Our abilities to finish each other's sentences were taking longer to die. Even the last time we'd spoken, months before, we laughed awkwardly at that last stubborn vestige of our marriage.

Her knowing that I was calling about an art question, though, went way beyond that.

The afternoon faded into dusk, and the dusk into darkness. An hour after that someone knocked on the door.

Cassone wouldn't knock. Still, I grabbed Leo's revolver before running down the stairs. I turned on the outside light, raised the gun, and jerked the door open.

Her beautiful brown eyes, made even darker by the hood on her black parka, went wide at the sight of the gun. She was carrying one of those small plastic-wrapped bundles of firewood that gas stations sold. A little white bag was perched on top. I tugged her inside.

“What the hell, Dek?” she asked, staring at the gun.

“What a wonderful surprise, Amanda,” I said, slamming and bolting the door with the hand that wasn't holding an armament.

“Don't give me that.”

“Damned out of season trick-or-treaters?”

“Nor that.”

I jammed the gun, barrel down, in the waistband of my jeans, hoping it would not shoot off anything vital, and took the firewood and the little white bag that most certainly looked like it came from a bakery.

“Are you in danger?” she asked, in a small voice.

“Nah.”

“We'll talk.” She put a smile on her face, trying to summon up some of the old playful sternness she used to level at me, but her eyes weren't going along. They were wary, maybe from the gun I'd added to my wardrobe, or maybe from the fact that so many months had passed since we'd last talked. I followed her up to the second-floor fireplace. Certainly there would be no banter about bringing the firewood up to the one on the third floor, opposite the bed. I set the wood down next to the hearth and turned to her.

She was looking past me, into the huge fireplace. The last time she'd come to the turret, it had been unmarked. For a moment, neither of us said anything.

“Coffee?” I finally thought to ask.

“Great,” she said, relieved.

We walked across the hall. “My,” she said, looking at the cabinets, trim, counters, and absolute lack of new appliances. “You've done nothing with the kitchen since I was last here.”

“I found work, for a time.”

“Insurance?”

“Profitable, too.”

“It's coming back, finally?” The document scandal had left a long-lasting residue of doubt in the minds of my former clients.

“Slowly,” I said.

“Are you going to build a special cabinet in here so visitors won't have to look at your revolver?”

“Ah.” I took it out of my waistband and set it on the farthest counter.

We talked of safe things while I made coffee. The little white bag contained croissants from a Chicago bakery I'd never heard of. We brought them and the coffee back across the hall, and I started a fire with scraps of trim wood I'd conveniently left all over the floor. When those caught, I added three of the split short logs she'd brought. She sat in the electric blue La-Z-Boy, I sat on the tilted red desk chair, and we ate the croissants as the fire found strength.

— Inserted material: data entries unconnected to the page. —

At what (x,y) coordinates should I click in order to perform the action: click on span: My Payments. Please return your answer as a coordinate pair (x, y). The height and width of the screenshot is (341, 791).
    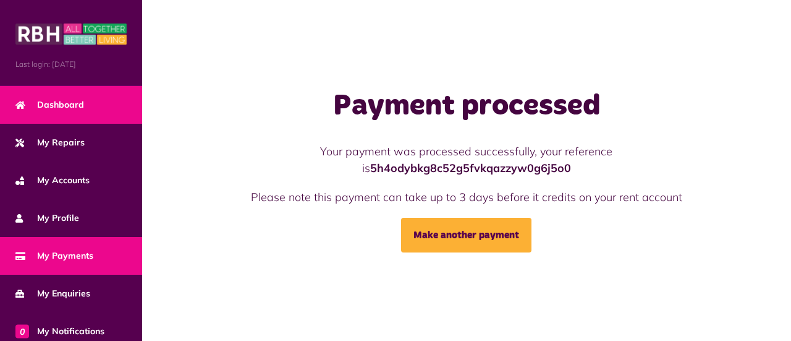
    Looking at the image, I should click on (54, 255).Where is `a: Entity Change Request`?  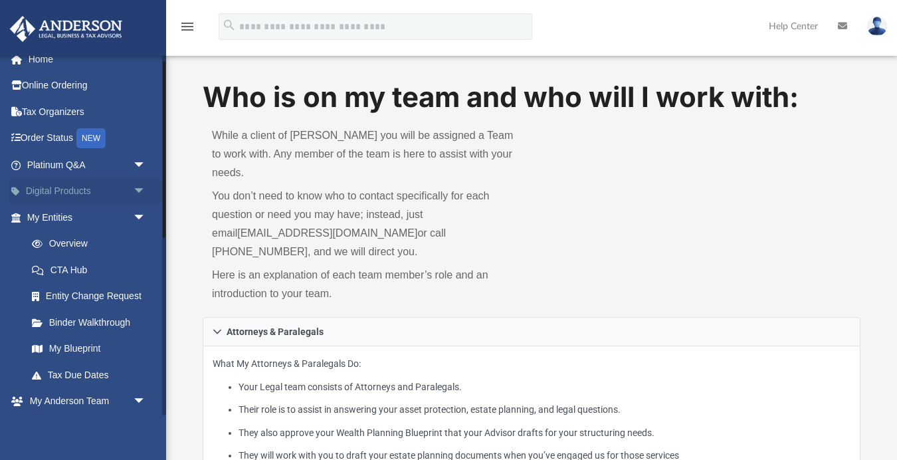 a: Entity Change Request is located at coordinates (92, 296).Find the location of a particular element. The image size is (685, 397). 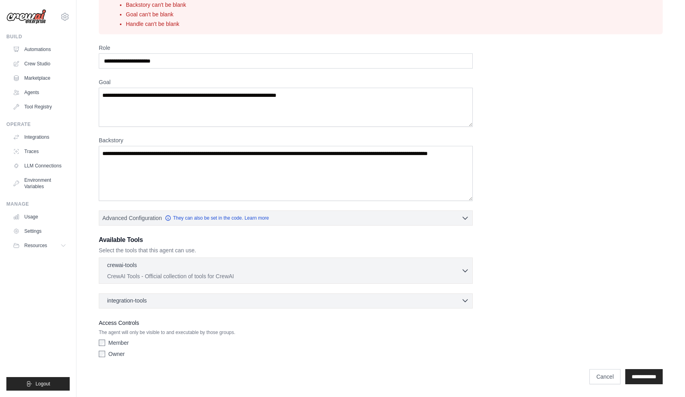

span: Resources is located at coordinates (35, 245).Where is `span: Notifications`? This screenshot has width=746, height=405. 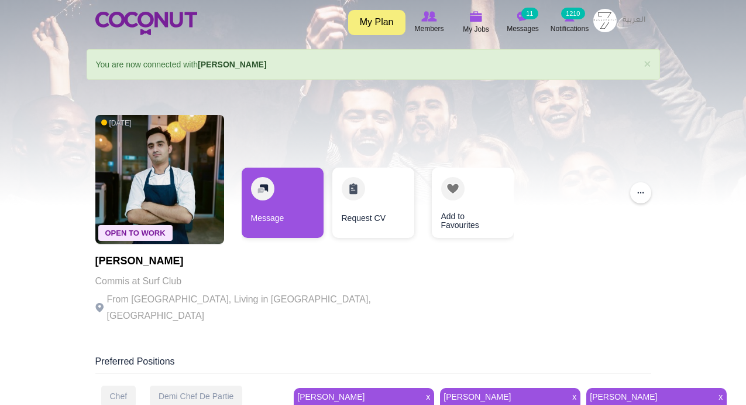 span: Notifications is located at coordinates (570, 29).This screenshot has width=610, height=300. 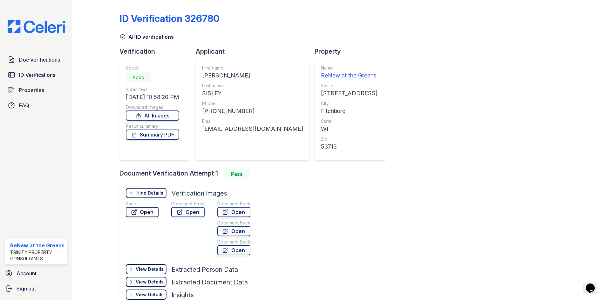 I want to click on span: Doc Verifications, so click(x=39, y=60). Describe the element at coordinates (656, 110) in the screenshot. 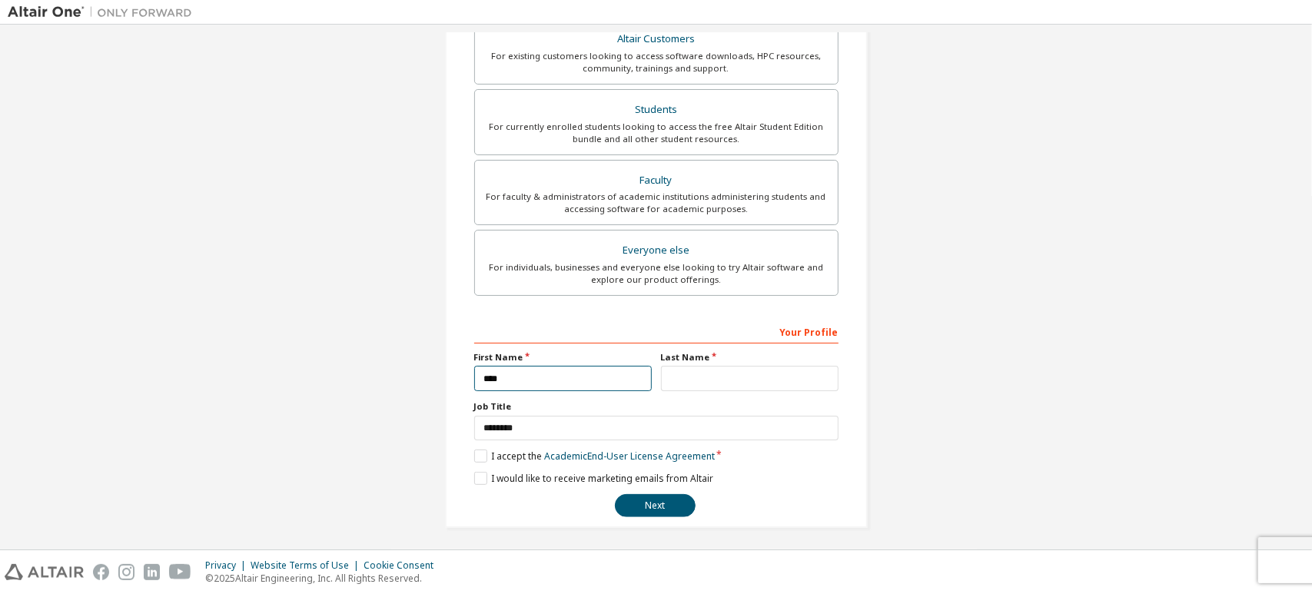

I see `div: Students` at that location.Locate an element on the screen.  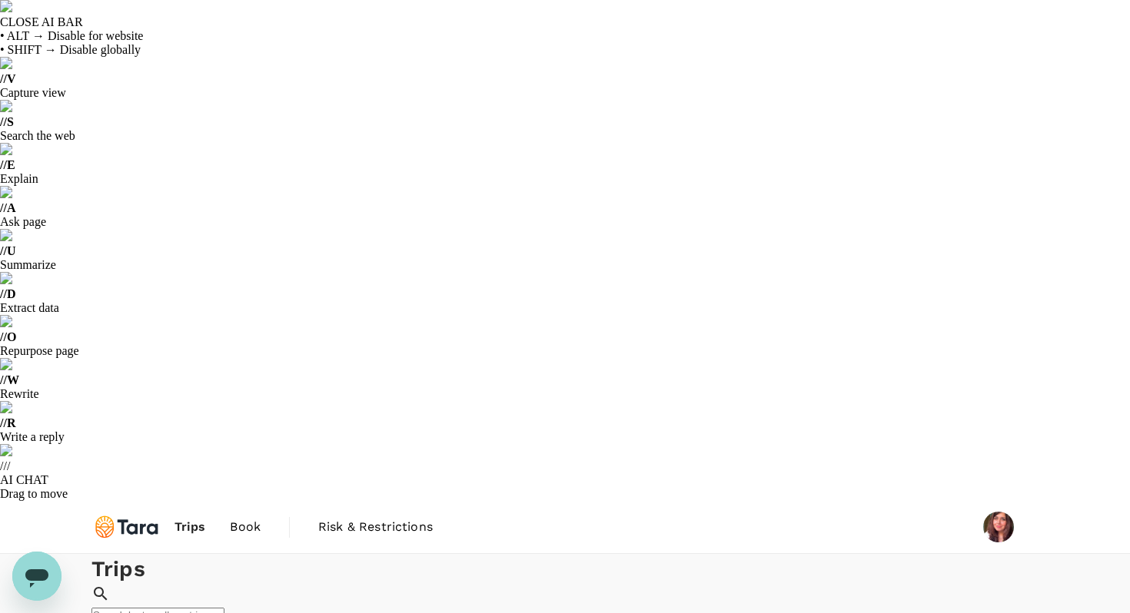
span: Book is located at coordinates (245, 527).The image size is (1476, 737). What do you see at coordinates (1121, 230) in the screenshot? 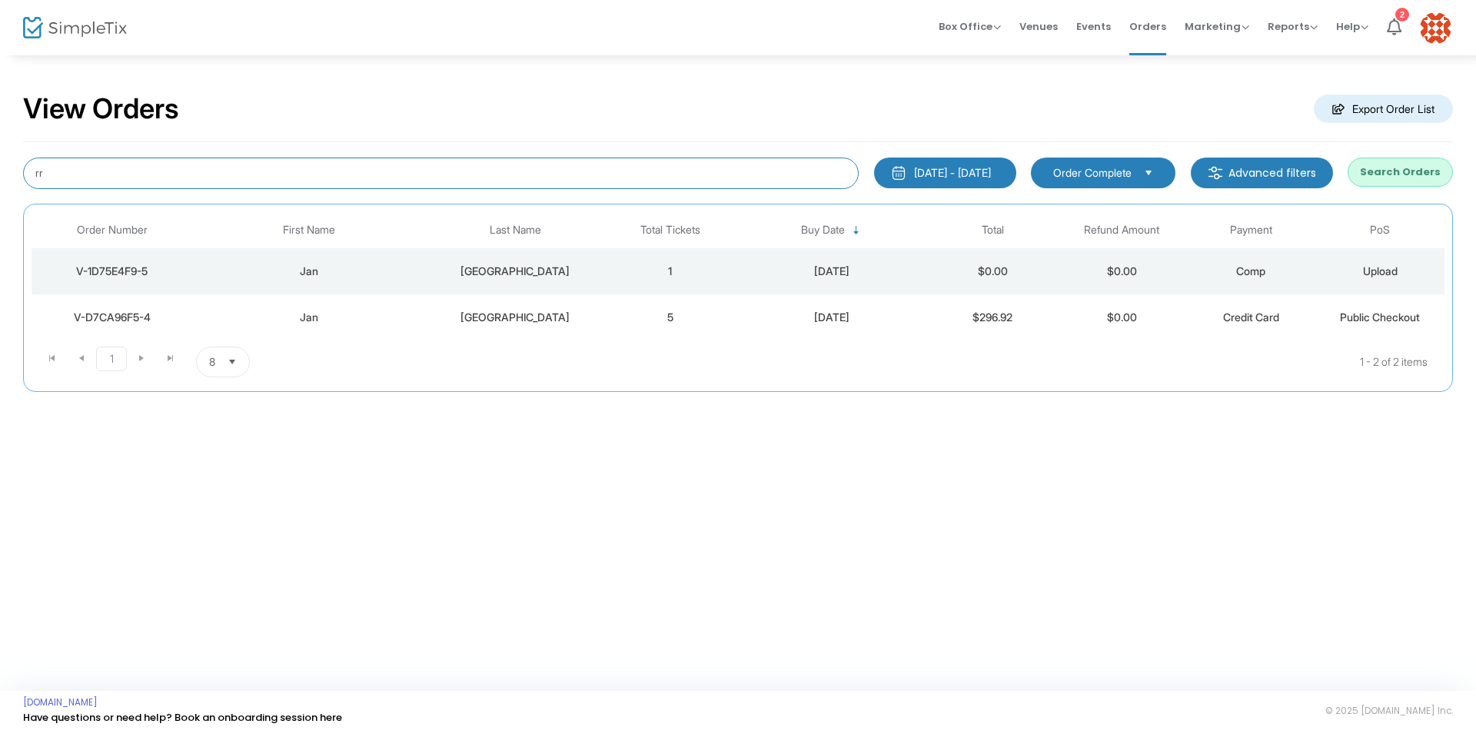
I see `th: Refund Amount` at bounding box center [1121, 230].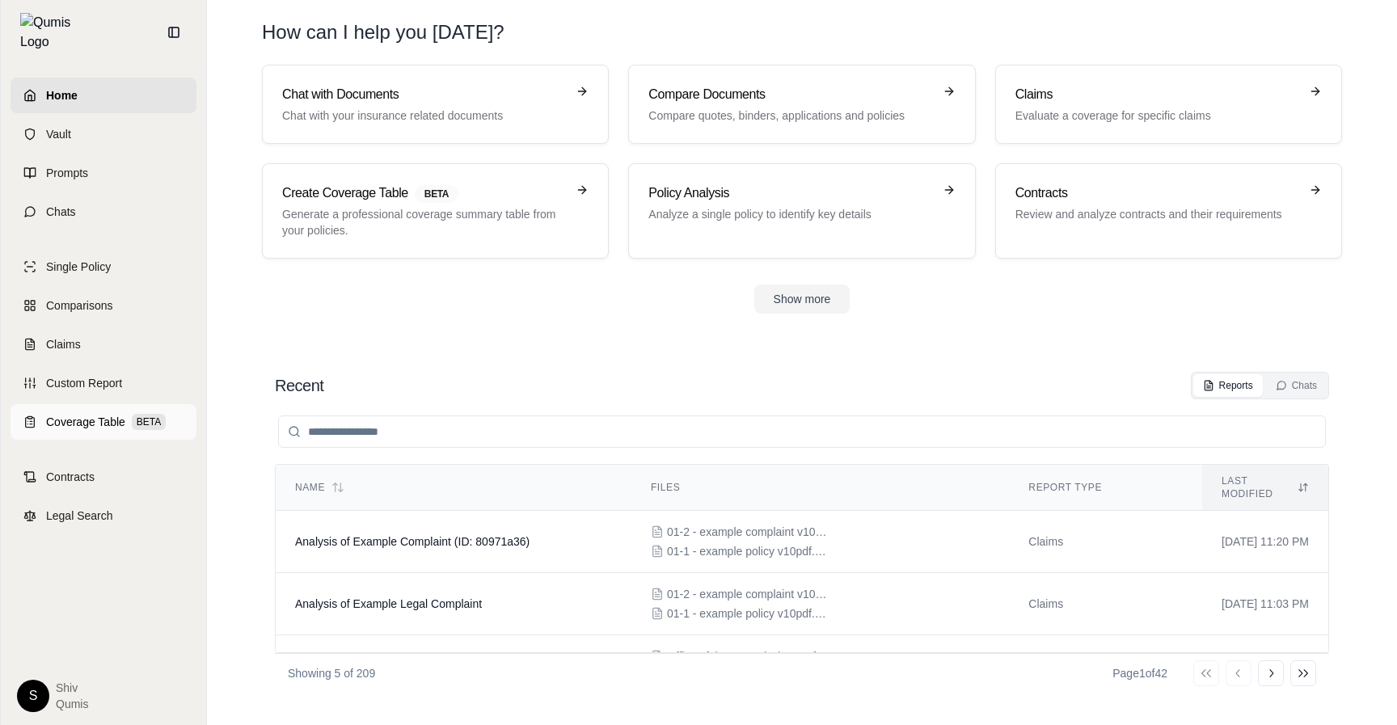  I want to click on div: Name, so click(453, 487).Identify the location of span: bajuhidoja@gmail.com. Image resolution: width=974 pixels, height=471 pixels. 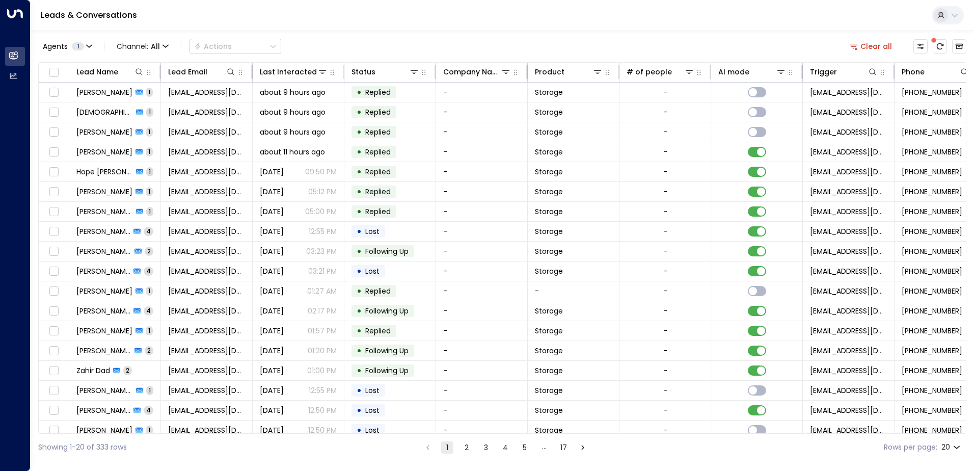
(206, 132).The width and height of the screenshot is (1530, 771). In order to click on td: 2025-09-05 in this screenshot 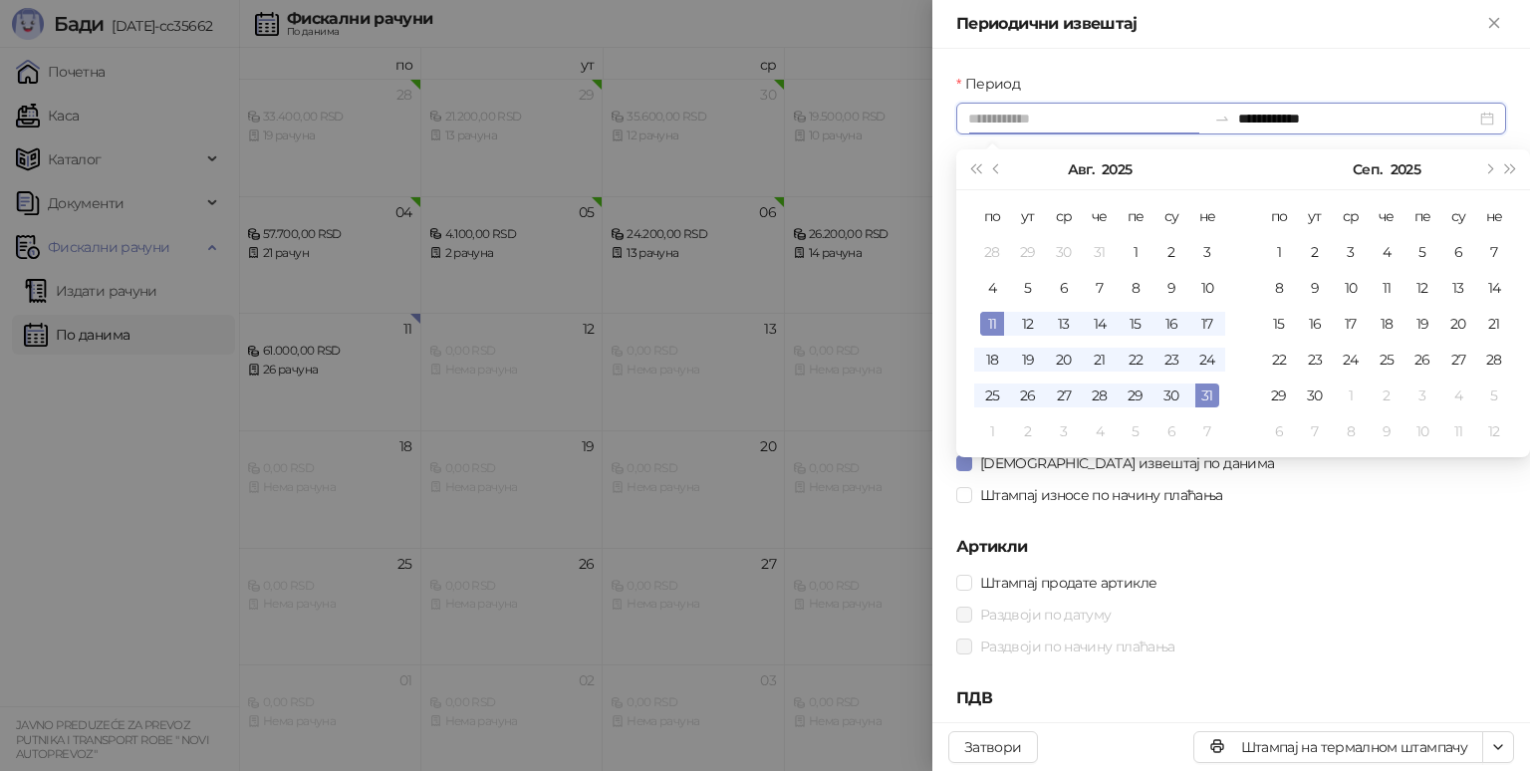, I will do `click(1422, 252)`.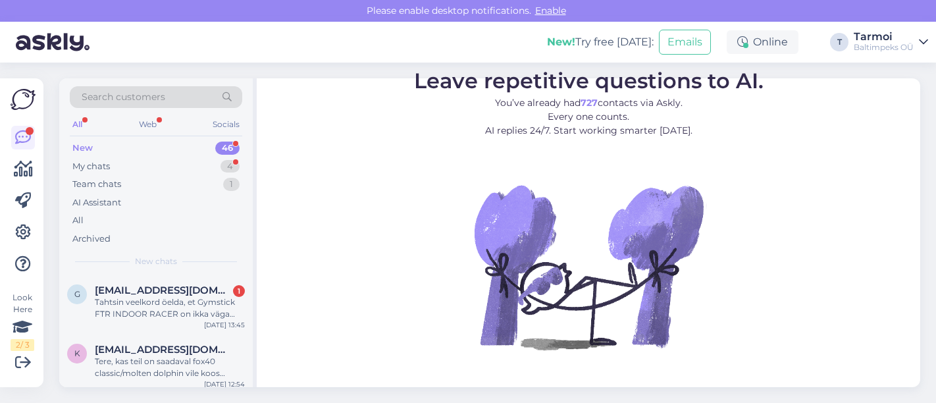 The height and width of the screenshot is (403, 936). What do you see at coordinates (82, 148) in the screenshot?
I see `div: New` at bounding box center [82, 148].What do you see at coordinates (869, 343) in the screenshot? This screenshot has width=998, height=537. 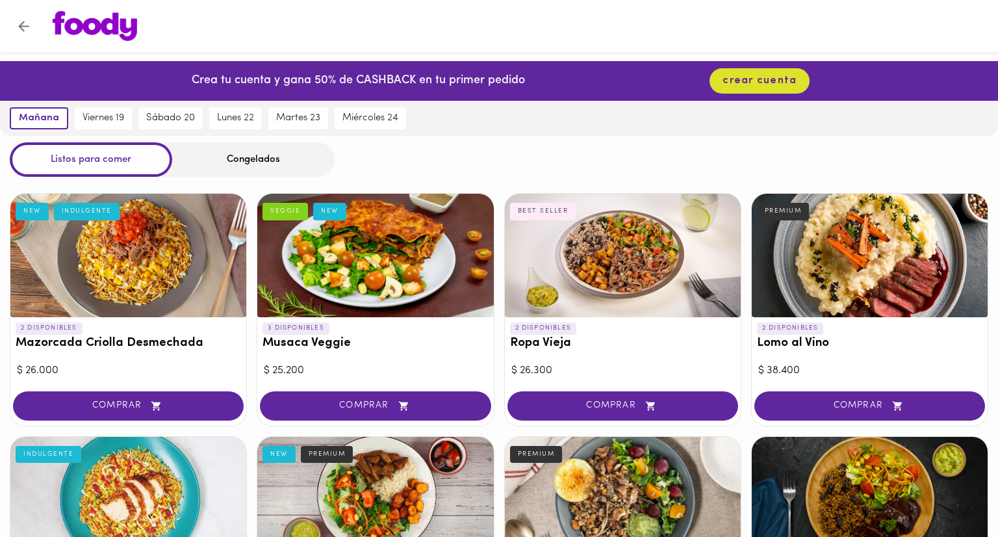 I see `h3: Lomo al Vino` at bounding box center [869, 343]. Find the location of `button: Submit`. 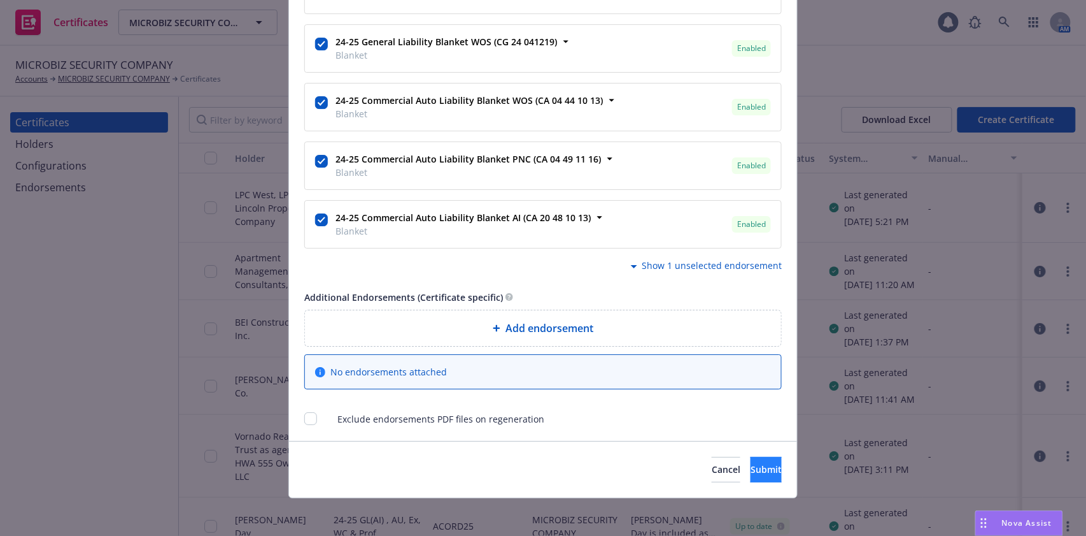

button: Submit is located at coordinates (766, 469).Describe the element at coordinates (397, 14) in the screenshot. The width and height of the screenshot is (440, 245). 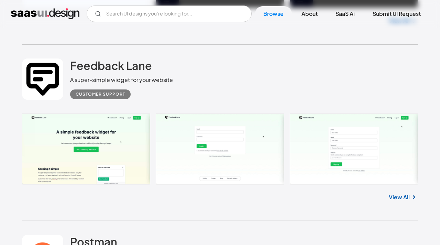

“I only brought enough wood for a quick fire,” she said, warming.

“Always thinking.”

“What's with the damned gun?”

“Extra precaution for a little project I'm working on.”

“Leo?”

I paused midbite, a rare enough occurrence. “When I called, you said you were expecting to hear from me. Because of Leo?”

“Actually, I was expecting to hear from him, not you. He called me a few days ago—”

“How many days ago?” I cut in.

“I don't remember, exactly. It was the day we got a lot of snow, before the last day we got a lot of snow.”

It was the day he'd sent Ma and Endora away and disappeared himself. “Sorry. Go on.”

“He'd called about the provenance of an obscure set of paintings that had been in the news recently. He wanted to know if I had any sources.”

“Isn't that the sort of thing you'd be asking him about, and not the other way around?”